Achieving this inner coherence is far from easy. It is not as simple as just running two of the three lines together or reducing the number of images in the poem. Nor is it solely a matter of staying on a fixed path and not making a detour because this detour seems to be an essential part of a haiku and without it the form becomes too literal and lacks that glancing indirectness which hints at the noumenal beyond the phenomenal surface reality. Online I have read people talk of the ‘satori’ moment in a haiku, a point at which it lights a flame within the mind: Bashō’s famous plop. To demand this of every haiku is surely too exacting since very few poems can be expected to help us reach zen enlightenment, but in my favourite examples from the competition there was always a point at which the world of nature and the world of the human mind met, generally in the third line: a moment when the two qualities I highlighted at the beginning of this essay - the sensuous and the abstract - came together and the poem became whole.

Returning to Bashō’s plop, several of us made deliberate efforts to incorporate such a moment into our haiku, often with an onomatopoeic word, to mark the moment when the angle of the poem shifts, but I feel that on the whole we failed. There was something just a little too calculated about how we did it. An external mark of this problem was our uncertain use of punctuation to incorporate the satori moment into the poem. A dash was the most popular solution, but in such a small poem a dash at the end of a line can feel forced and obtrusive, at least to me. More generally, punctuation is crucial in an English haiku: with so few syllables, the addition or the absence of a comma or a capital letter, or the choice of a dash rather than a colon, makes a vital difference. The sheer concision of a haiku is obviously a very strict discipline and we must learn how to use punctuation almost as a free extra syllable.

I felt we also caused ourselves problems by an overly literal interpretation of the requirement that a haiku should be placed within one of the four seasons.

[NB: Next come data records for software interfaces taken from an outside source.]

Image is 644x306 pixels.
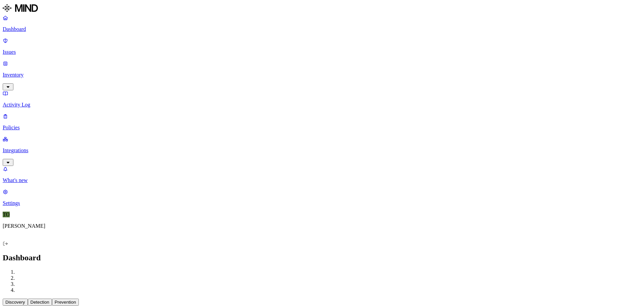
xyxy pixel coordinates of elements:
[28,298,52,306] button: Detection
[3,90,641,108] a: Activity Log
[3,148,641,153] p: Integrations
[52,298,79,306] button: Prevention
[3,3,641,15] a: MIND
[3,298,28,306] button: Discovery
[3,253,641,262] h2: Dashboard
[3,26,641,32] p: Dashboard
[3,102,641,108] p: Activity Log
[3,3,38,13] img: MIND
[3,125,641,131] p: Policies
[3,166,641,184] a: What's new
[3,61,641,89] a: Inventory
[3,177,641,184] p: What's new
[3,212,10,217] span: TO
[3,49,641,55] p: Issues
[3,38,641,55] a: Issues
[3,15,641,32] a: Dashboard
[3,136,641,165] a: Integrations
[3,72,641,78] p: Inventory
[3,189,641,206] a: Settings
[3,113,641,131] a: Policies
[3,200,641,206] p: Settings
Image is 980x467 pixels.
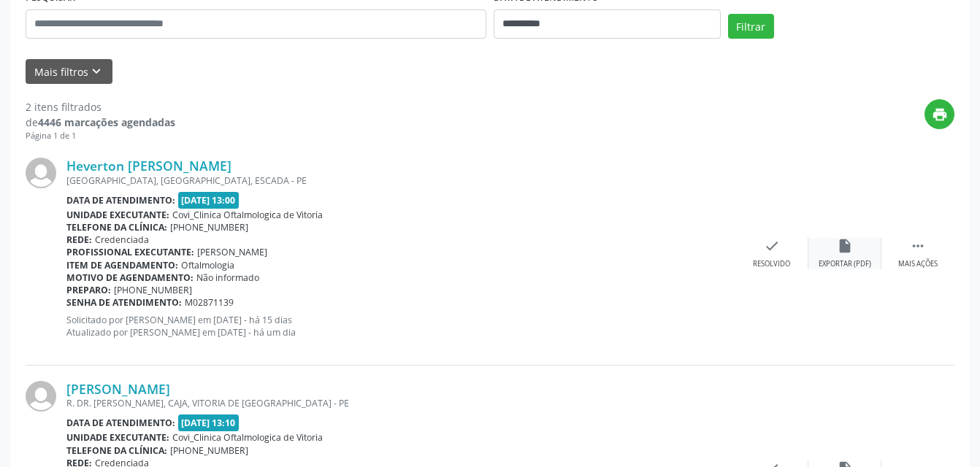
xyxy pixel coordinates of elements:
[67,234,92,246] b: Rede:
[67,246,194,258] b: Profissional executante:
[170,221,248,234] span: [PHONE_NUMBER]
[172,209,323,221] span: Covi_Clinica Oftalmologica de Vitoria
[67,445,167,457] b: Telefone da clínica:
[67,259,179,272] b: Item de agendamento:
[67,157,231,174] a: Heverton [PERSON_NAME]
[26,381,56,412] img: img
[181,259,234,272] span: Oftalmologia
[67,175,736,187] div: [GEOGRAPHIC_DATA], [GEOGRAPHIC_DATA], ESCADA - PE
[67,313,736,338] p: Solicitado por [PERSON_NAME] em [DATE] - há 15 dias Atualizado por [PERSON_NAME] em [DATE] - há u...
[197,246,267,258] span: [PERSON_NAME]
[26,129,175,142] div: Página 1 de 1
[67,209,169,221] b: Unidade executante:
[26,157,56,189] img: img
[753,259,790,269] div: Resolvido
[67,296,182,309] b: Senha de atendimento:
[95,234,149,246] span: Credenciada
[728,14,775,39] button: Filtrar
[910,238,926,254] i: 
[932,106,948,123] i: print
[67,272,193,284] b: Motivo de agendamento:
[88,64,105,80] i: keyboard_arrow_down
[819,259,871,269] div: Exportar (PDF)
[67,397,736,410] div: R. DR. [PERSON_NAME], CAJA, VITORIA DE [GEOGRAPHIC_DATA] - PE
[924,99,954,129] button: print
[26,115,175,129] div: de
[179,414,240,431] span: [DATE] 13:10
[67,381,170,397] a: [PERSON_NAME]
[26,59,113,85] button: Mais filtroskeyboard_arrow_down
[837,238,853,254] i: insert_drive_file
[67,194,175,206] b: Data de atendimento:
[763,238,780,254] i: check
[172,431,323,444] span: Covi_Clinica Oftalmologica de Vitoria
[67,284,111,296] b: Preparo:
[196,272,259,284] span: Não informado
[179,192,240,209] span: [DATE] 13:00
[67,431,169,444] b: Unidade executante:
[67,221,167,234] b: Telefone da clínica:
[26,99,175,115] div: 2 itens filtrados
[67,417,175,429] b: Data de atendimento:
[114,284,192,296] span: [PHONE_NUMBER]
[899,259,937,269] div: Mais ações
[185,296,234,309] span: M02871139
[38,116,175,129] strong: 4446 marcações agendadas
[170,445,248,457] span: [PHONE_NUMBER]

Thus, the words ‘winter’, ‘spring’, ‘summer’ and ‘autumn’ were commonplace, but this was often telling rather than showing (to use a phrase which is more often used of fiction than poetry). The successful entries didn’t do this: they approached the subject more elliptically, and this lack of directness seems to me the very essence of the haiku and Japanese art in general. There is something simultaneously both very literal and yet also numinous in eastern paintings whereas the West tends to separate these two qualities into opposing categories (realism or naturalism as the obverse of symbolism or expressionism or abstraction).

I am aware that this is all sounding rather negative. But we western would-be haiku writers were attempting something truly difficult and shouldn’t beat ourselves up for not reaching the heights we hoped for: flip it around and imagine asking a Japanese poet writing in Japanese to use iambic pentameter while also capturing the spirit of western verse. The result is almost bound to be something that is not an authentic variation on the original, but an uneasy and clumsy hybrid. Fusion food in my opinion often fails; I suspect the same is generally true of fusion poetry. That doesn’t mean we shouldn’t try, though: so much that is good in art comes when cultures borrow, clash and hybridise.